TRADE SECRETS – MISAPPROPRIATION: A company's client list and financial data are trade secrets where the client list and financial data derive independent value from not being generally known, and where the company has made efforts to maintain their secrecy. The unauthorized sharing of a company's trade secrets with an accountant, even for the purposes of due diligence for an investment in the company, and the disapproved retention of trade secrets, even for the purposes of preparing for litigation, are misappropriations under Ohio's Uniform Trade Secrets Act. A claim for misappropriation of trade secrets does not require proof of damages.

What This Ruling Means

**What happened:** An employee at Black Diamond Casino Events took the company's client list and financial information without permission.

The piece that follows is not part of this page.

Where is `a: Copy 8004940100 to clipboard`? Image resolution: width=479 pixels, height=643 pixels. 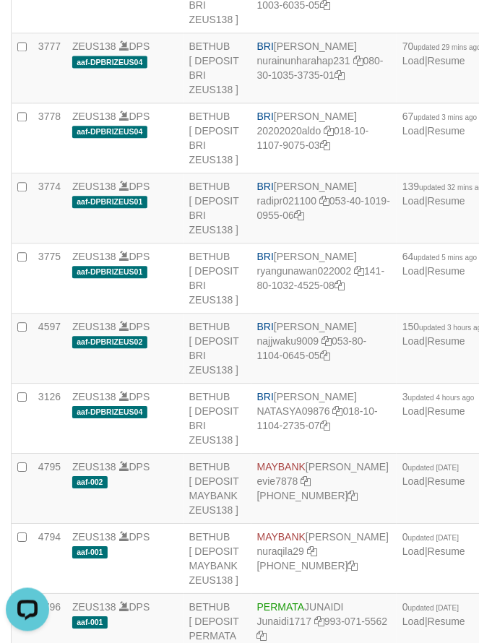
a: Copy 8004940100 to clipboard is located at coordinates (353, 496).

The employee shared this confidential business information with an accountant, claiming it was needed for investment due diligence and later kept the information to prepare for a lawsuit against the company. **What the court decided:** The Ohio Court of Appeals ruled that the company's client list and financial data were legally protected "trade secrets" because they had value specifically because they were kept confidential, and the company had taken steps to keep them secret. The court found that the employee illegally misappropriated these trade secrets by sharing them with the accountant and keeping them without authorization, even though the employee claimed legitimate business reasons. **Why this matters for workers:** This ruling shows that employees can face serious legal consequences for taking or sharing their employer's confidential business information, even if they believe they have good reasons. Workers should be very careful about what company information they access, copy, or share with others - including accountants, lawyers, or potential investors. Before handling any sensitive company data, employees should get clear written permission from their employer to avoid potential trade secret violation claims.

This summary was generated to explain the ruling in plain English and is not legal advice.